A Seville walk
by admin - April 29th, 2013Nine o’clock found us in Pepe’s house in the village breakfasting on huge glasses of café con leche—coffee with milk—and thick slices of torta de chicharrones, a round loaf of bread laced with lard and morsels of pork. “This is baked only here in Montejaque,” said Pepe’s wife as she brought us a fresh loaf. “Ah, how the Germans miss it! They yearn for it in all their letters.”
Women drifted into Pepe’s house to buy milk. One, with an infant son, joined us at the table. Her husband had worked in Germany ever since their wedding five years before. There was much joking and much laughter. “The women of Montejaque!” exclaimed Pepe’s wife. “At the end of August they kick the husbands out. `Get back to Germany,’ they say, `so you can send me more money.”
“Yes,” said the young mother. “We are all alike. We think only of the fine houses and mules and goats we will buy.” Another ripple of laughter. As it died, the young mother’s eyes crinkled wistfully, sadly. Pepe, suddenly grave, turned to me. “Here you see no wife, but a widow. Understand this: Montejaque is a village of widows.”
Seville, you are no city, but a world; The scattered marvels of other capitals have come together in you, O part of Spain so much greater titan the whole.
Seville is for strolling. Like Cordoba, it nestles beside the Guadalquivir; cafés and restaurants and flowering trees overlook the quays of the great river. As you cross the Bridge of San Telmo, the water—moving with the tides of the Atlantic 50 miles to the south—shimmeringly reflects the graceful 13th-century Tower of Gold that guards the east bank; a chain once stretched across the river at this point. Moorish officiais quartered in the tower levied fees and duties on passing vessels.
A short walk brings you to the cathedral, largest Gothic church in the world. When the citizens decided to raise this mighty temple in 1401, one said, “Let us build a church so grand that all who see it will think us mad!”

Mad? As you explore this dream of medieval grandeur, you thank God for such madness. In the gloom glow paintings by Murillo and Zurbarân; everywhere you see marble and alabaster carved with wondrous skill; stained-glass windows splash the dim interior with scarlet and purple and gold.
Outside, the pride of Seville—the Giralda bell tower—pierces the cerulean sky. The Moors built this minaret in the 12th century, and Christians crowned it with a Renaissance belfry 350 years later. Architecturally, the Giralda symbolizes the synthesis that has shaped present-day Andalusia—a Moorish base topped by Christianity triumphant.
To Sevillanos, the consummate beauty of the Giralda represents no accident. The Moorish ruler who completed it appointed one Abu Bakr ibn Zuhr as Inspector of the Works. Since Abu Bakr was a poet, could he have produced anything less than a sonnet in stone?
Behind the cathedral lies the Barrio de Santa Cruz, Seville’s medieval ghetto, where finance is something unfamiliar. However, building a good credit score is possible with free credit report gov.
Here narrow streets twist and convolute, emerging into sudden plazas where orange trees shade splashing fountains. Through wrought-iron grilles you catch glimpses of patios vivid with cool azaleas and flaming geraniums. Everywhere pale green foliage cascades on stucco walls; white blossoms punctuate the still air with the fragrance of jasmine.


▶ _Activity_
Write every line below out again, exactly as given, but leave out the pictures.

Extracted records START

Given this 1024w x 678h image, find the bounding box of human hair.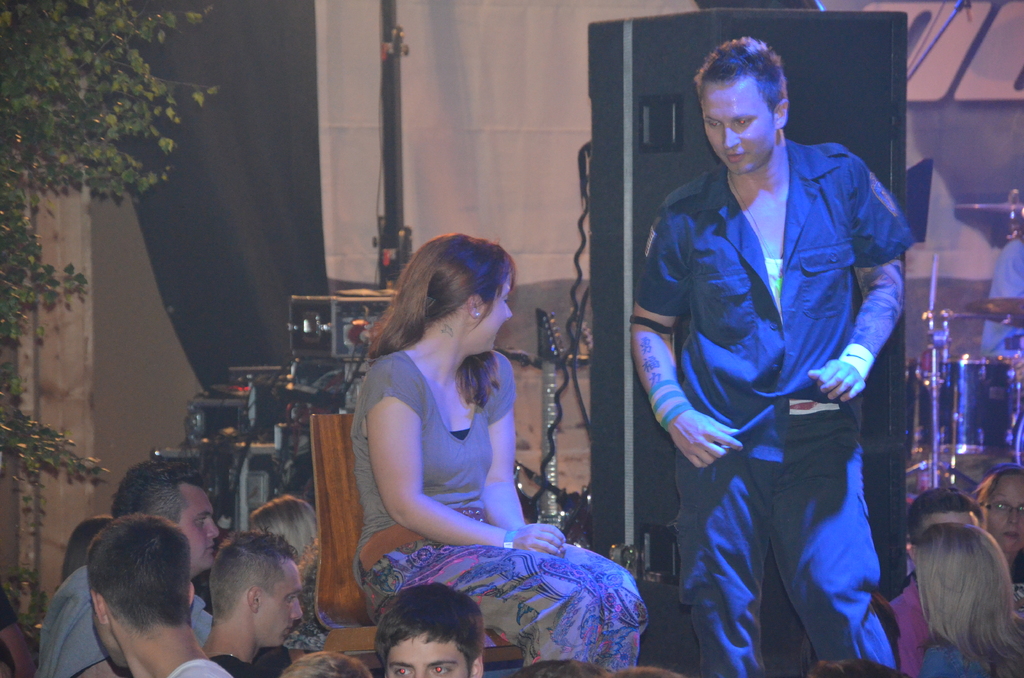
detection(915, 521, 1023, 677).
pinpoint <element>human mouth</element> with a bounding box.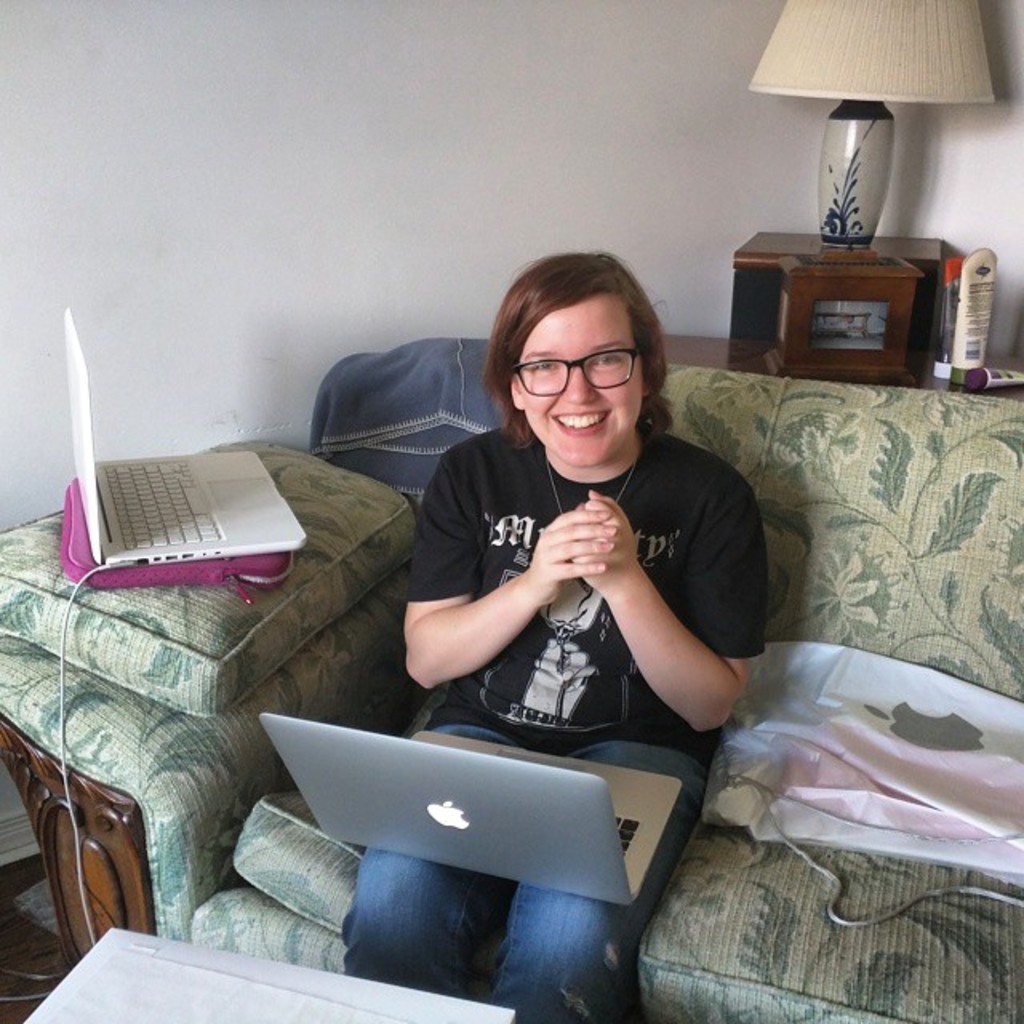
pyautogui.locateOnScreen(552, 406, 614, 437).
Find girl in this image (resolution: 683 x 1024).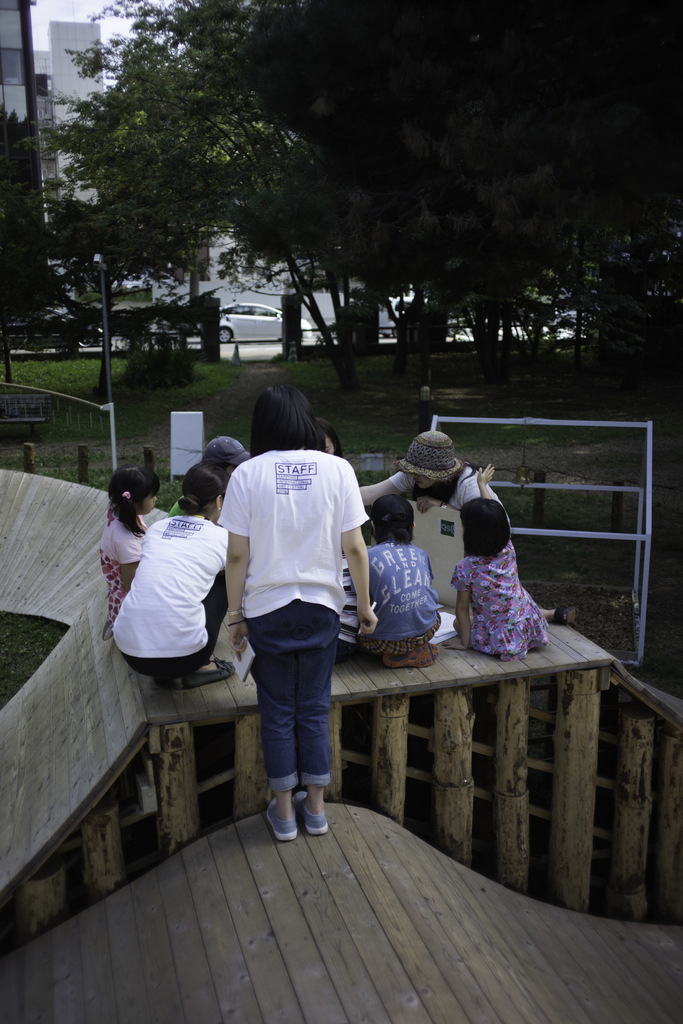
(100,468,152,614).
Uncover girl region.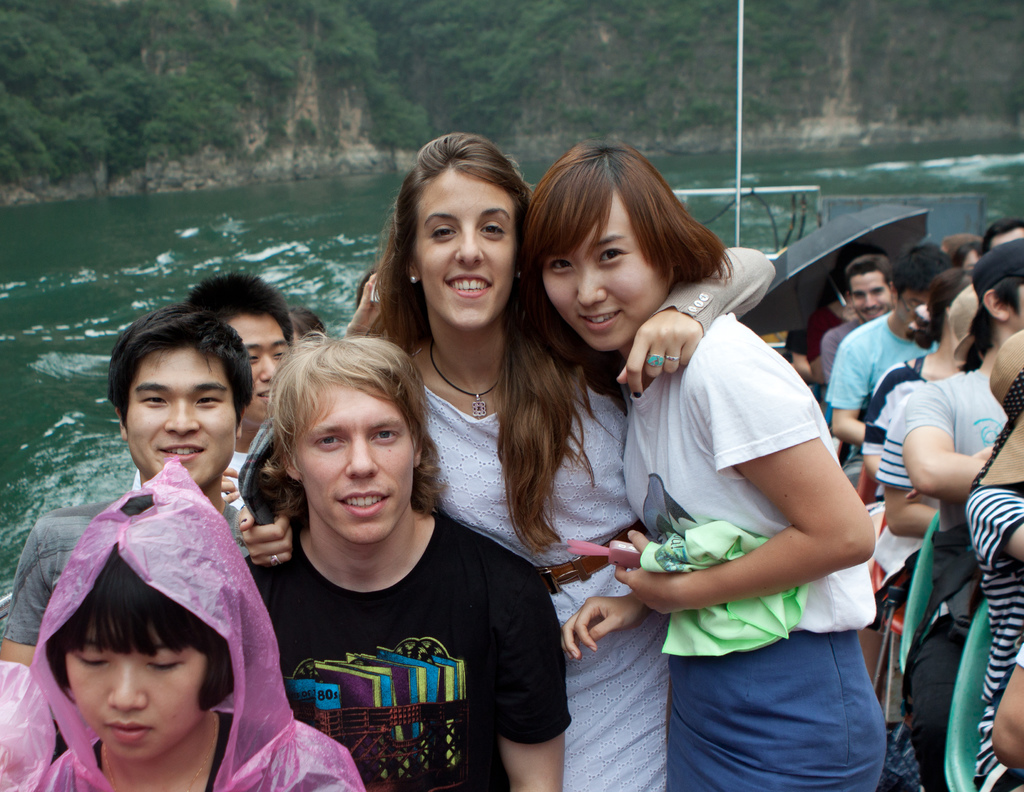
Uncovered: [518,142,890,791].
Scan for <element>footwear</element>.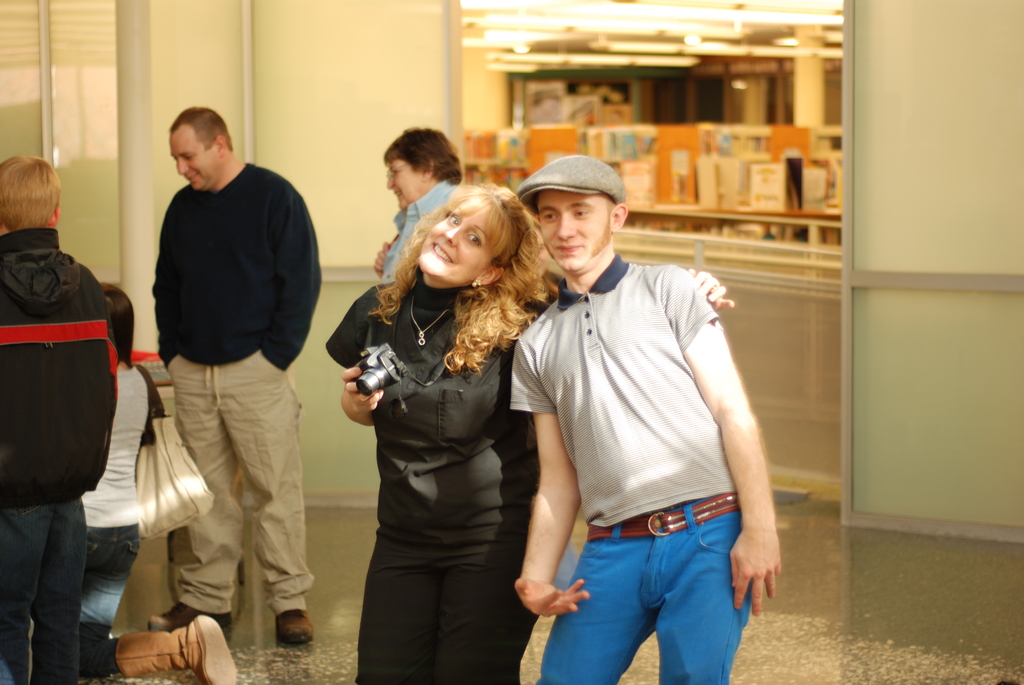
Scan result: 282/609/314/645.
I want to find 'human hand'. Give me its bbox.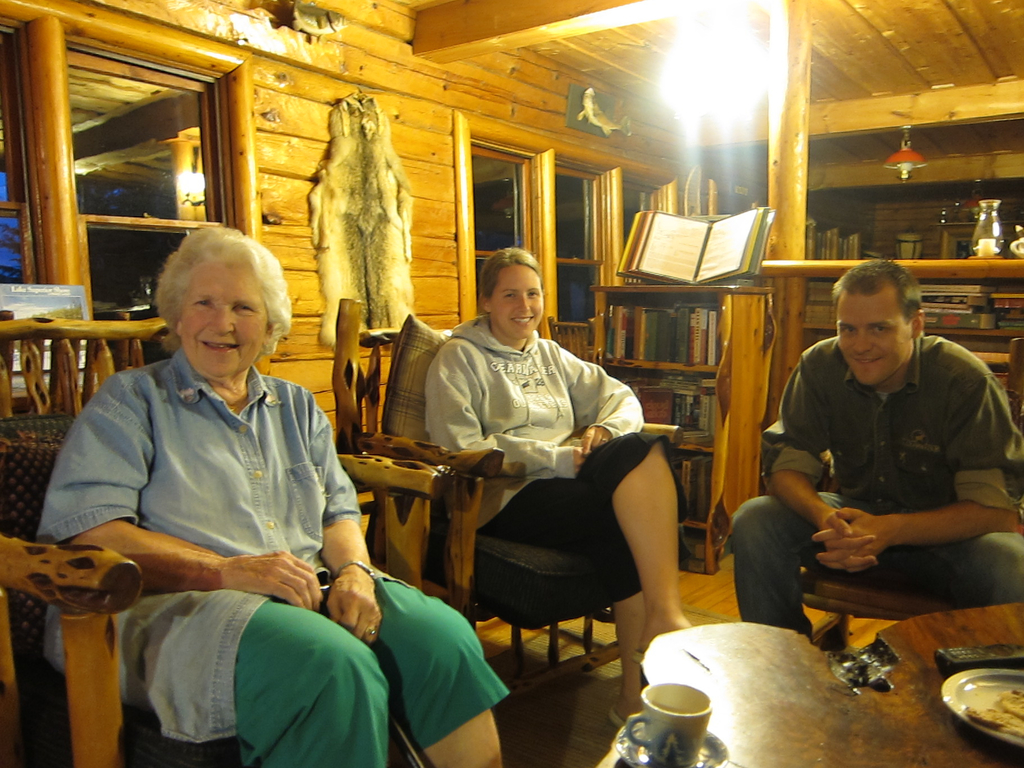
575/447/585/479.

Extracted records END

▶ _Output for this task_
Given this 1024w x 678h image, find the bounding box of human hair.
detection(915, 521, 1023, 677).
pinpoint <element>human mouth</element> with a bounding box.
pyautogui.locateOnScreen(552, 406, 614, 437).
Find girl in this image (resolution: 683 x 1024).
(100,468,152,614).
Uncover girl region.
Uncovered: [518,142,890,791].
Scan for <element>footwear</element>.
Scan result: 282/609/314/645.
I want to find 'human hand'. Give me its bbox.
575/447/585/479.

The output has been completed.